Is it just me or is this something that just cant be done?
Ive found out that whenever system calls are made they open a child
shell process. And as soon as that call is finished the child shell is
closed and any changes that were made to the environment are lost with
it.
But i should still be able to execute source .bashrc (even though the
changes will be lost as soon as that call finishes). Instead I get
command not found. How come?
and sh doesn’t have a source command. I remember there was a question
recently about changing the shell the backticks use, but I can’t
remember the answers, maybe you can search for it in the archives?
Is it just me or is this something that just cant be done?
…
(Ubuntu 9.04 and Ruby 1.8x)
In recent Ubuntu versions, the default shell is dash (/bin/sh is a link
to /bin/dash), and ‘source’ is not a known keyword in that shell. To
demonstrate:
$ /bin/sh
$ source /dev/null
/bin/sh: source: not found
$ exit
The solution: use ‘.’ instead of ‘source’.
dash is a POSIX-compatible shell without lots of non-standard bash
extensions. If you really need to use bash-isms, then you should invoke
bash explicitly.
source is a built-in shell command, not an executable. It is only
available from within the shell. When you go to your command line,
you’re in the shell. In a ruby script, or irb, the above works because
it runs the bash shell and hands it the commands to run as a string (the
-c option).
Thank you very much for both of your replies. I just tried
/bin/bash -c 'source whatever'
and it worked! Fantastic.
But i don’t understand if source isnt a known command then how come when
i go to my command line and type source it works fine?
because your login shell is /bin/bash not /bin/sh (grep for your
username in /etc/passwd)
The correct solution is not to use bash-specific functionality:
. whatever
should work just fine. By doing this you’ll help your script to be
portable to other operating systems, like *BSD which tend not to install
bash by default because of its restrictive GPL licence.
Is it just me or is this something that just cant be done?
Ive found out that whenever system calls are made they open a child
shell process. And as soon as that call is finished the child shell is
closed and any changes that were made to the environment are lost with
it.
But i should still be able to execute source .bashrc (even though the
changes will be lost as soon as that call finishes). Instead I get
command not found. How come?
External shell almost always uses /bin/sh, which is usually more POSIXY,
and “source” is a bash-only feature. Try “. $HOME/.bashrc” or something
close to that – the “.” command often requires a path to reach things
in the current directory, to avoid certain obvious failure modes.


### Directions
All of the data that follows should be written out exactly.

***** Data for the task

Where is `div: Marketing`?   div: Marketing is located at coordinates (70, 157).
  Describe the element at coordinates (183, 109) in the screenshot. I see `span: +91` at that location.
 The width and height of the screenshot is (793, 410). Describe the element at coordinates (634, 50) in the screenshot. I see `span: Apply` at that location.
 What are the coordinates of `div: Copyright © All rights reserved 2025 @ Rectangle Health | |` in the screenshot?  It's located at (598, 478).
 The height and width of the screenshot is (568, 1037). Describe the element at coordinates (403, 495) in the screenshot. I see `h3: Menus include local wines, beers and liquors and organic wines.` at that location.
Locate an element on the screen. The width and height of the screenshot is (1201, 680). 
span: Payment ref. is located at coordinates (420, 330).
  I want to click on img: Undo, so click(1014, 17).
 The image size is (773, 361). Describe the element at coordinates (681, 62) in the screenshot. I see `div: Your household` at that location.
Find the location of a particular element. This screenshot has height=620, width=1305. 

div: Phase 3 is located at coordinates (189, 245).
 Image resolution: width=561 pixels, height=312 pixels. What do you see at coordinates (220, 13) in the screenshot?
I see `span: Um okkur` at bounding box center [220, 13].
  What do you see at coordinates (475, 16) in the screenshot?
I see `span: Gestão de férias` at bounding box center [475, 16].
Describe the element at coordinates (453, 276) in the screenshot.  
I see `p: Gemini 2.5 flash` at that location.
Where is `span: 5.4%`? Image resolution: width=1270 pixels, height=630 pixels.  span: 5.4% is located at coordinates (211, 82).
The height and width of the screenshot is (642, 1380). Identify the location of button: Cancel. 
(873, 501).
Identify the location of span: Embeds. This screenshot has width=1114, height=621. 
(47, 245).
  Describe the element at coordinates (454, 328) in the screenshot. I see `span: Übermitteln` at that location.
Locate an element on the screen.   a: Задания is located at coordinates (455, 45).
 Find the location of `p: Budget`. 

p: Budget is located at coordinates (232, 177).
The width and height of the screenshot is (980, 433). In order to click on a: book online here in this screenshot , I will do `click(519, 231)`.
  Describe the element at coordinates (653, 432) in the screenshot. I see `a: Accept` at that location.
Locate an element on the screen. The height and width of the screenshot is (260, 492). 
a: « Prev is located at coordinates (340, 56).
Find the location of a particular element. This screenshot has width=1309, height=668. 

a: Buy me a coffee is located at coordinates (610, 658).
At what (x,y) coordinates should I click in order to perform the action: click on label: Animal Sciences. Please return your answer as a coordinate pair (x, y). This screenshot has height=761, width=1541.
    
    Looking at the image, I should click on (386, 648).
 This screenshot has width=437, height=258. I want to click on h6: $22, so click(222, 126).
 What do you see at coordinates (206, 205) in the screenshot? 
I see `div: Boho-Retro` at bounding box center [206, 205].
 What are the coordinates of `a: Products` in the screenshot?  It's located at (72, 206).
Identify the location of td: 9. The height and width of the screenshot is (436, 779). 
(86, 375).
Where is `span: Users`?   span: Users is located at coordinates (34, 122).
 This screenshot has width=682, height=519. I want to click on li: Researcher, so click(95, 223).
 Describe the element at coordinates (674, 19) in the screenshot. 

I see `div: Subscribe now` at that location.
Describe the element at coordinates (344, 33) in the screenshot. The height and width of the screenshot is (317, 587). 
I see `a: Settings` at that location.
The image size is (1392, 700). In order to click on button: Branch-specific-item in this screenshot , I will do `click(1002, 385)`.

**********

### Exercise result
Where is `div: Marketing`?   div: Marketing is located at coordinates (70, 157).
  Describe the element at coordinates (183, 109) in the screenshot. I see `span: +91` at that location.
 The width and height of the screenshot is (793, 410). Describe the element at coordinates (634, 50) in the screenshot. I see `span: Apply` at that location.
 What are the coordinates of `div: Copyright © All rights reserved 2025 @ Rectangle Health | |` in the screenshot?  It's located at (598, 478).
 The height and width of the screenshot is (568, 1037). Describe the element at coordinates (403, 495) in the screenshot. I see `h3: Menus include local wines, beers and liquors and organic wines.` at that location.
Locate an element on the screen. The width and height of the screenshot is (1201, 680). 
span: Payment ref. is located at coordinates (420, 330).
  I want to click on img: Undo, so click(1014, 17).
 The image size is (773, 361). Describe the element at coordinates (681, 62) in the screenshot. I see `div: Your household` at that location.
Find the location of a particular element. This screenshot has height=620, width=1305. 

div: Phase 3 is located at coordinates (189, 245).
 Image resolution: width=561 pixels, height=312 pixels. What do you see at coordinates (220, 13) in the screenshot?
I see `span: Um okkur` at bounding box center [220, 13].
  What do you see at coordinates (475, 16) in the screenshot?
I see `span: Gestão de férias` at bounding box center [475, 16].
Describe the element at coordinates (453, 276) in the screenshot.  
I see `p: Gemini 2.5 flash` at that location.
Where is `span: 5.4%`? Image resolution: width=1270 pixels, height=630 pixels.  span: 5.4% is located at coordinates (211, 82).
The height and width of the screenshot is (642, 1380). Identify the location of button: Cancel. 
(873, 501).
Identify the location of span: Embeds. This screenshot has width=1114, height=621. 
(47, 245).
  Describe the element at coordinates (454, 328) in the screenshot. I see `span: Übermitteln` at that location.
Locate an element on the screen.   a: Задания is located at coordinates (455, 45).
 Find the location of `p: Budget`. 

p: Budget is located at coordinates (232, 177).
The width and height of the screenshot is (980, 433). In order to click on a: book online here in this screenshot , I will do `click(519, 231)`.
  Describe the element at coordinates (653, 432) in the screenshot. I see `a: Accept` at that location.
Locate an element on the screen. The height and width of the screenshot is (260, 492). 
a: « Prev is located at coordinates (340, 56).
Find the location of a particular element. This screenshot has width=1309, height=668. 

a: Buy me a coffee is located at coordinates (610, 658).
At what (x,y) coordinates should I click in order to perform the action: click on label: Animal Sciences. Please return your answer as a coordinate pair (x, y). This screenshot has height=761, width=1541.
    
    Looking at the image, I should click on (386, 648).
 This screenshot has width=437, height=258. I want to click on h6: $22, so click(222, 126).
 What do you see at coordinates (206, 205) in the screenshot? 
I see `div: Boho-Retro` at bounding box center [206, 205].
 What are the coordinates of `a: Products` in the screenshot?  It's located at (72, 206).
Identify the location of td: 9. The height and width of the screenshot is (436, 779). 
(86, 375).
Where is `span: Users`?   span: Users is located at coordinates (34, 122).
 This screenshot has width=682, height=519. I want to click on li: Researcher, so click(95, 223).
 Describe the element at coordinates (674, 19) in the screenshot. 

I see `div: Subscribe now` at that location.
Describe the element at coordinates (344, 33) in the screenshot. The height and width of the screenshot is (317, 587). 
I see `a: Settings` at that location.
The image size is (1392, 700). In order to click on button: Branch-specific-item in this screenshot , I will do `click(1002, 385)`.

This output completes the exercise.